“I was led down a thickly carpeted hall and up a single long flight of stairs, to a door just at its head. We entered; the door closed softly behind us; and the bandage was whipped from my eyes. There was only a low night-light burning in the room, but I made out the outlines of the furniture. There was a great bed over in the corner, with a motionless figure lying upon it.
“‘There’s your patient, Doc; go ahead,’ my burly friend said, and accordingly I approached the bed, asking at the same time for more light. The young man was unconscious, and in answer to a question of mine the attendant who had sat at the head of the bed as we entered informed me that he had been in a complete state of coma since he had been brought there, several days before.
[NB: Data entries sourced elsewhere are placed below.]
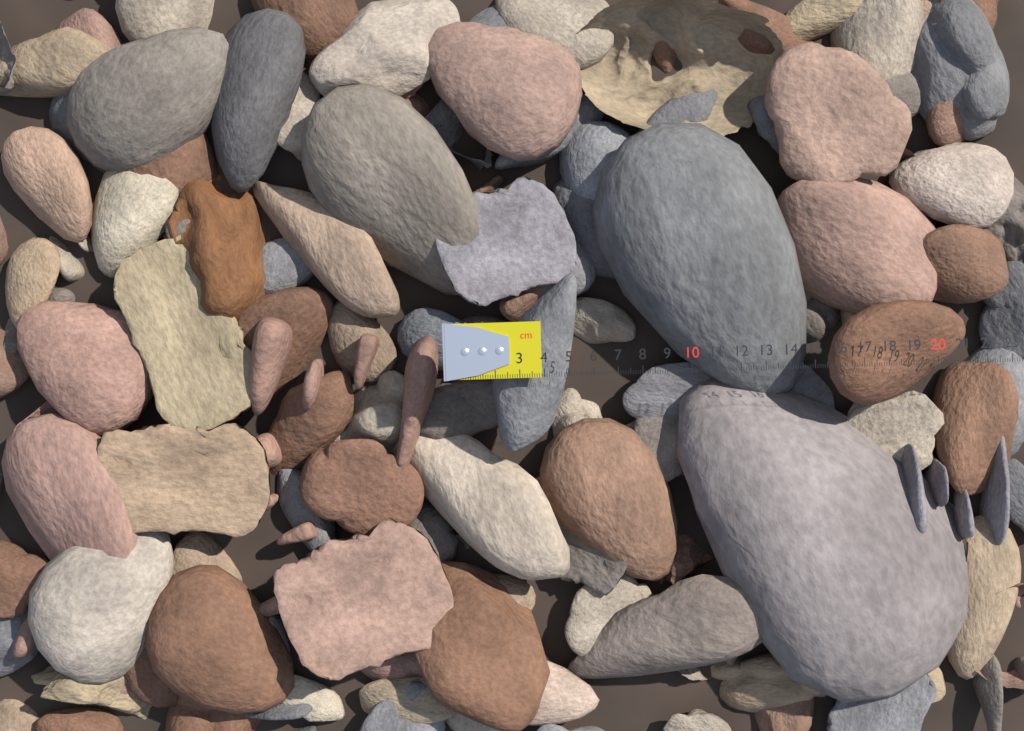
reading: 3.9 cm
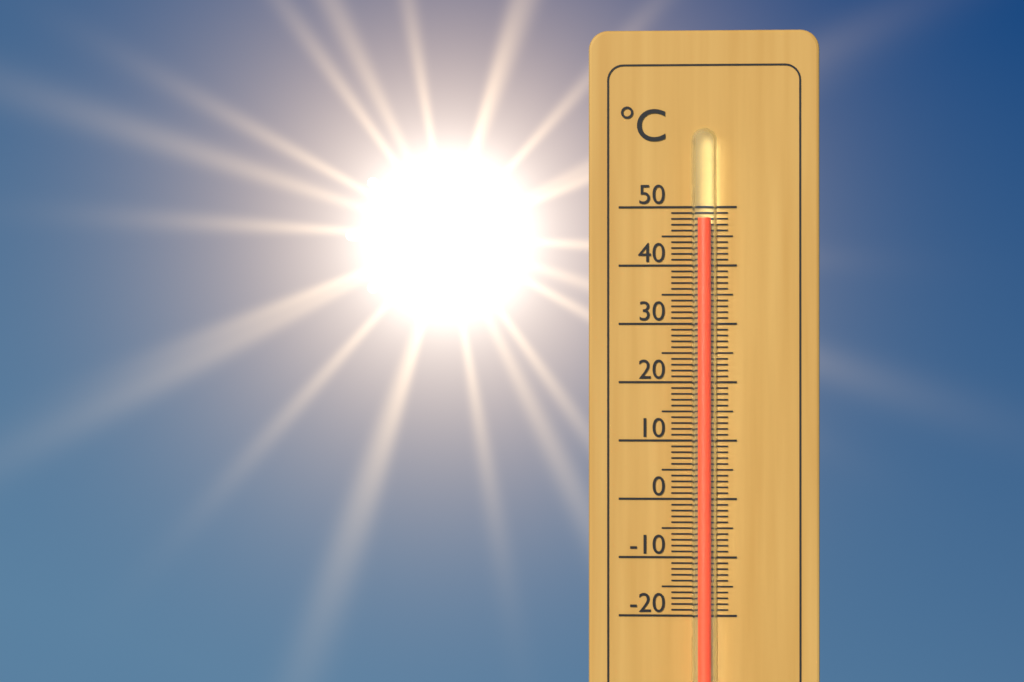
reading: 48 °C
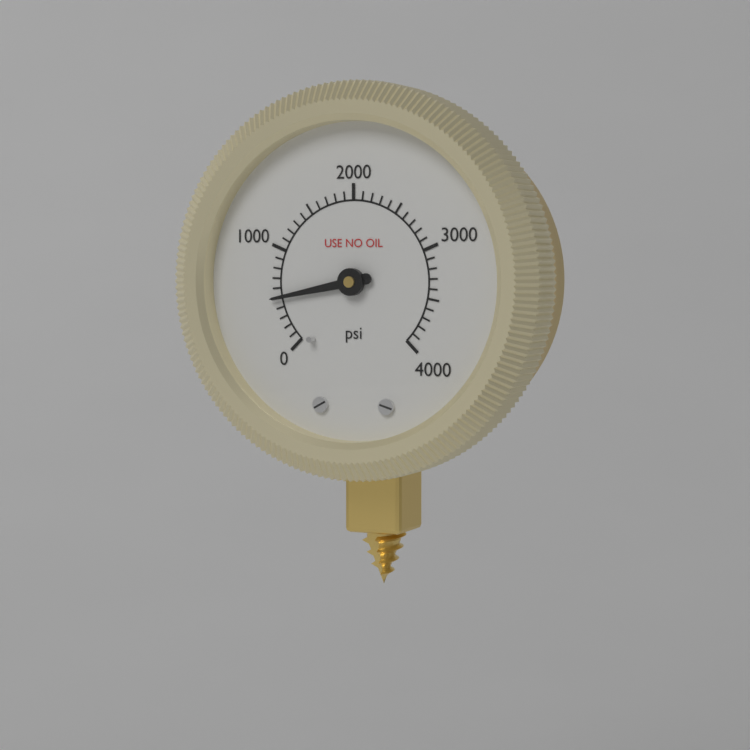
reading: 500 psi
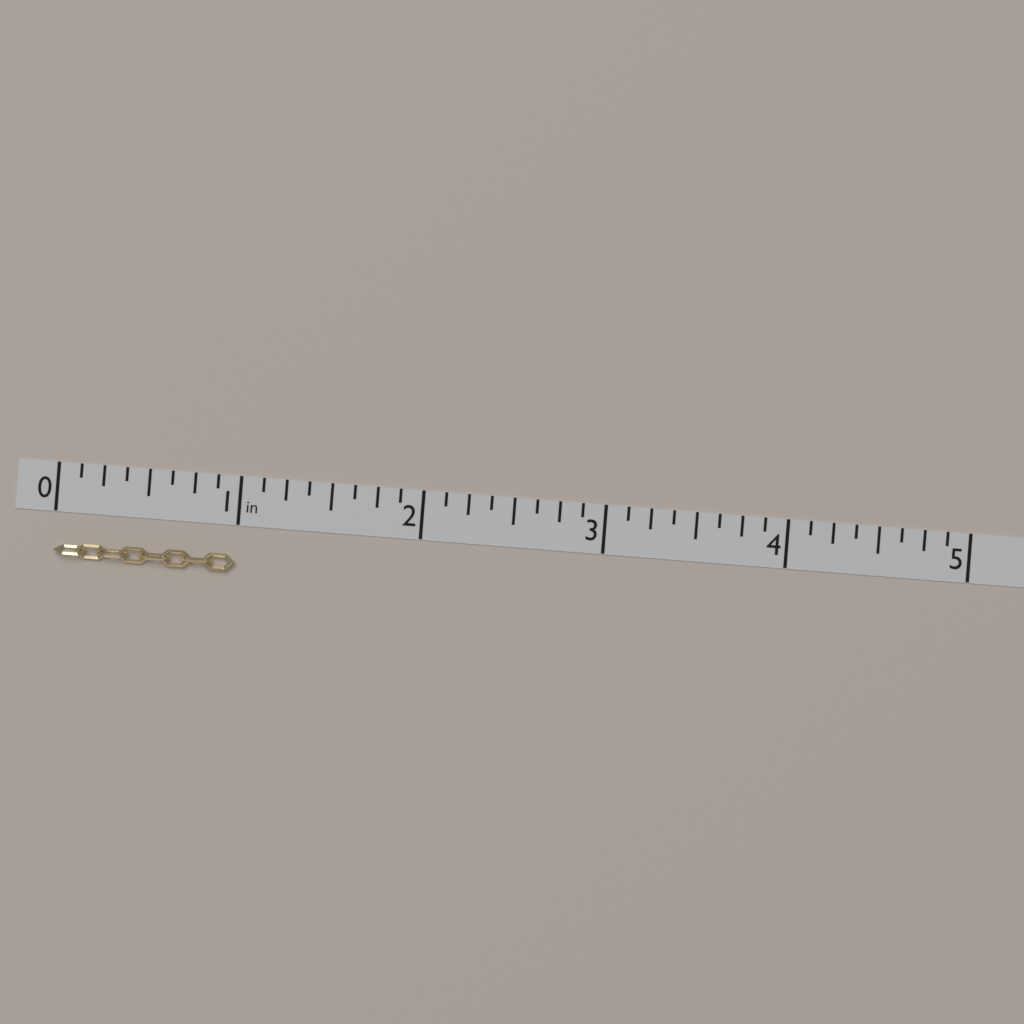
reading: 1.000 in
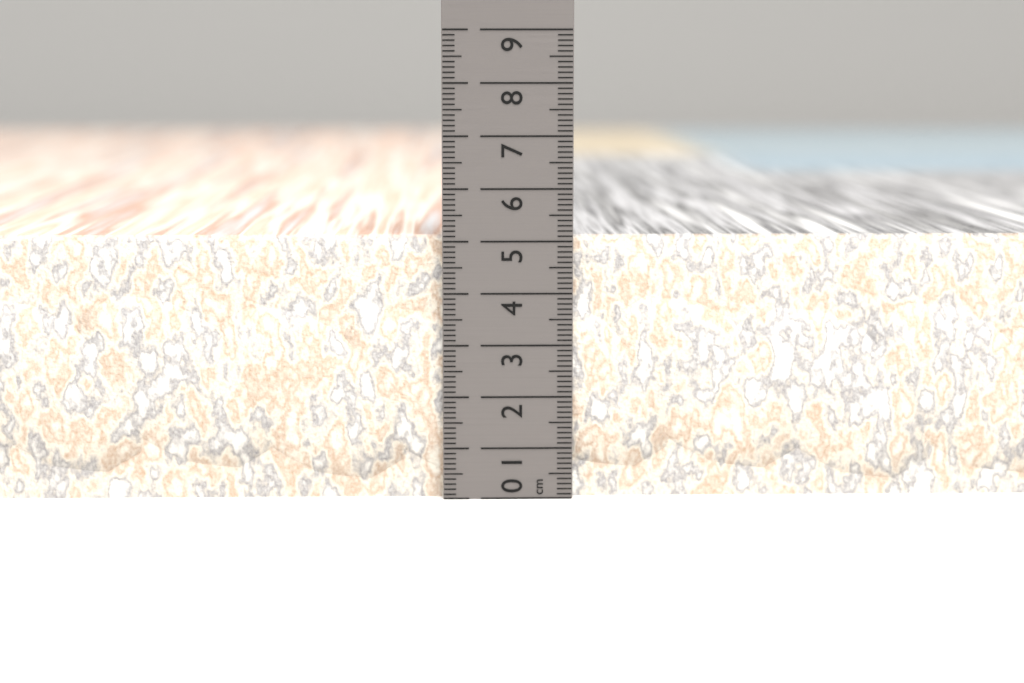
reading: 5.1 cm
“I remembered the description in your letter of the subject for whom you were searching, and I fancied, in spite of the bandages which swathed his head, that I recognized him in the young man before me. The lights flashed on full in answer to my request, and on a sudden decision I drew the watch camera from my pocket, took the patient’s wrist between my thumb and finger as if to ascertain his pulse, and snapped his picture. The result was a fortunate chance, for I did not 233 dare focus deliberately, with the eyes of the attendant and the three men who had accompanied me, all directed at my movements.
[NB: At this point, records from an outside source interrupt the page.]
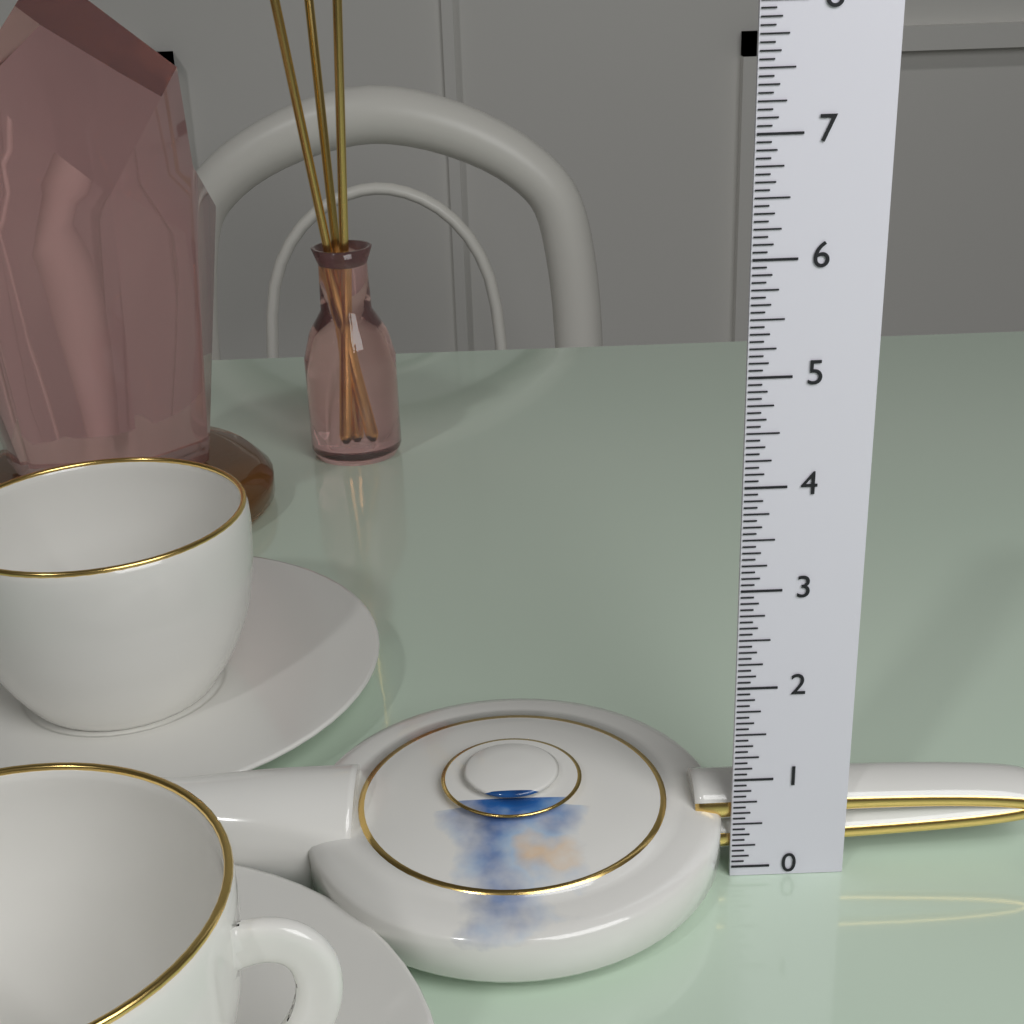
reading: 1.0000 (no unit)
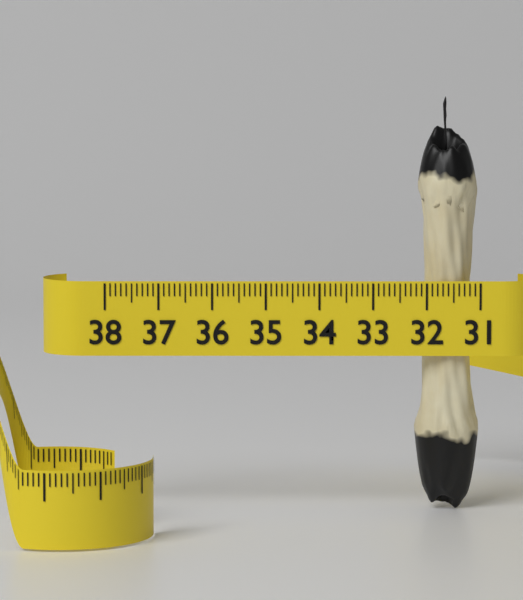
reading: 32.2 (no unit)
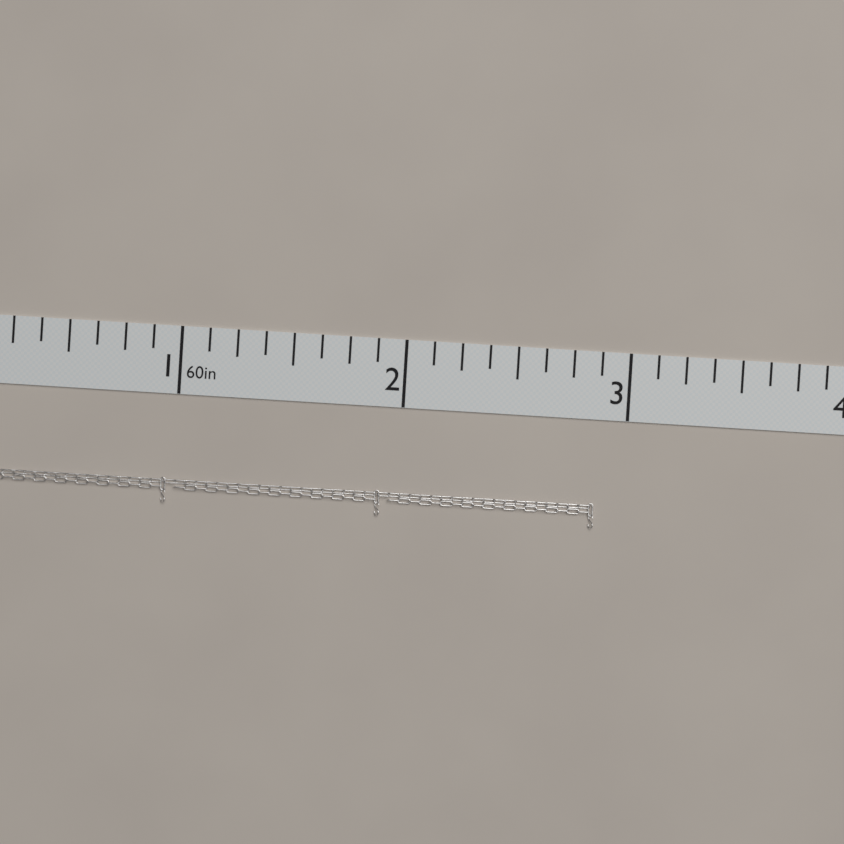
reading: 2.875 in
“Then I gave the patient a thorough examination. I found a fracture at the base of the brain––not necessarily fatal, unless cerebral meningitis sets in, but quite serious enough. He was still bleeding a little from the nose and ears. I washed them out, and packed the ears with sterile gauze, leaving instructions that a specially prepared ice cap be placed at once upon his head and kept there. That was all which could be done at that time, but the patient should have constant, watchful attention. He must either have suffered a severe backward fall, or received a violent blow at the base of the skull, to have sustained such an injury.
“When I had finished, they blindfolded me again, led me from the room, and conveyed me home in the same manner in which I had come, with the possible exception that the car in returning seemed to take a different and more direct route; the journey appeared to be a much shorter one, with fewer twists and turns. The same three men came back to the house with me, and entered my office, where the burly one turned over to me ten five-hundred-dollar bills. They left almost immediately, and although it was close on to dawn, I went into my dark room, and developed the negative of the thumbnail photograph I had taken.
“The events of the night had been so extraordinary that when I did retire, it was long before I could sleep. In the morning, I made a couple of prints from the negative, then took the five thousand dollars down and deposited it to my account in the bank.”
“When I decided to come here, I ran over in my 234 mind every moment of the previous night’s adventure, to catalogue my impressions. The habit of years has made me methodical in all things, and I jotted them down in the order in which they occurred to me, that I might not forget to relate them to you. Memory plays one sad tricks, sometimes, when one reaches my age. These notes may be of no assistance to you, sir, but they are entirely at your service.”
“I am eager to hear them, Doctor. I only wish all witnesses were like you––my tasks would be lightened by half,” Blaine said, heartily.
The elderly physician drew from his pocket a paper, at which he peered, painstakingly.
“I have numbered them. Let me see––oh, yes. First, the burly man walks with a slight limp in the right leg. Second, of the two men with him, all I could note was that one spoke with a decided French accent and had a hollow cough, tuberculous, I think; the other, who scarcely uttered a word, was short and stocky, and of enormous strength. He fairly lifted me into and out of the car when I was blindfolded at the entrance of the place they called a sanitarium. Third, the car had a peculiar horn; I have never heard one like it before. Its blast was sharp and wailing, not like a siren, but more like the howl of a wounded animal. I would know it again, anywhere. Fourth, there is a railroad bridge very near the house to which I was taken––I distinctly heard two trains thunder over the trestles while I was attending my patient. Fifth, I should judge the place to be more of a retreat for alcoholics or the insane, than for those suffering from accident, or any form of physical injury. A patient in some remote part of the house was undoubtedly a maniac or in the throes of an attack of delirium tremens. 235 I heard his cries at intervals as I worked, until he quieted down finally.